Top of PROVIDED DATA

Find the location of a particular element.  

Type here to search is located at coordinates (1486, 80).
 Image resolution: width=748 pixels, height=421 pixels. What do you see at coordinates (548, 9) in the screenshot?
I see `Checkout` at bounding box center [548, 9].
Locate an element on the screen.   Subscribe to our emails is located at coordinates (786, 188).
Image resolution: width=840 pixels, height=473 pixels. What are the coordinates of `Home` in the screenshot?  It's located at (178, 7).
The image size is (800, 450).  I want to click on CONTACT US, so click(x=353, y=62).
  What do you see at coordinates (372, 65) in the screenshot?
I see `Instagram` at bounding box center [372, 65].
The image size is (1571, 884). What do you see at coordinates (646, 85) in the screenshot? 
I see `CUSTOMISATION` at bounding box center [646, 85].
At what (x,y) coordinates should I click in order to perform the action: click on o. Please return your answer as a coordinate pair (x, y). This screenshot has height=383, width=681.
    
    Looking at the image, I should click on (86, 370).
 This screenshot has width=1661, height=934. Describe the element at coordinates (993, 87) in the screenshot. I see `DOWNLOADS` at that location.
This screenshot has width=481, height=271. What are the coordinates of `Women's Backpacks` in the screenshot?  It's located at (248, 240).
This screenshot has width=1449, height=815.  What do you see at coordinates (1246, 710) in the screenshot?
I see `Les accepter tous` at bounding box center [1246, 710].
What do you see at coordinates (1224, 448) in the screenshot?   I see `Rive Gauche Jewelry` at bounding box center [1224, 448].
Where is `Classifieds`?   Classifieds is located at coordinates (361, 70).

Bottom of PROVIDED DATA

WHAT IS NEEDED
Each line of the listing should be echoed back exactly.

FINAL ANSWER
Find the location of a particular element.  

Type here to search is located at coordinates (1486, 80).
 Image resolution: width=748 pixels, height=421 pixels. What do you see at coordinates (548, 9) in the screenshot?
I see `Checkout` at bounding box center [548, 9].
Locate an element on the screen.   Subscribe to our emails is located at coordinates (786, 188).
Image resolution: width=840 pixels, height=473 pixels. What are the coordinates of `Home` in the screenshot?  It's located at (178, 7).
The image size is (800, 450).  I want to click on CONTACT US, so click(x=353, y=62).
  What do you see at coordinates (372, 65) in the screenshot?
I see `Instagram` at bounding box center [372, 65].
The image size is (1571, 884). What do you see at coordinates (646, 85) in the screenshot? 
I see `CUSTOMISATION` at bounding box center [646, 85].
At what (x,y) coordinates should I click in order to perform the action: click on o. Please return your answer as a coordinate pair (x, y). This screenshot has height=383, width=681.
    
    Looking at the image, I should click on (86, 370).
 This screenshot has width=1661, height=934. Describe the element at coordinates (993, 87) in the screenshot. I see `DOWNLOADS` at that location.
This screenshot has width=481, height=271. What are the coordinates of `Women's Backpacks` in the screenshot?  It's located at (248, 240).
This screenshot has width=1449, height=815.  What do you see at coordinates (1246, 710) in the screenshot?
I see `Les accepter tous` at bounding box center [1246, 710].
What do you see at coordinates (1224, 448) in the screenshot?   I see `Rive Gauche Jewelry` at bounding box center [1224, 448].
Where is `Classifieds`?   Classifieds is located at coordinates (361, 70).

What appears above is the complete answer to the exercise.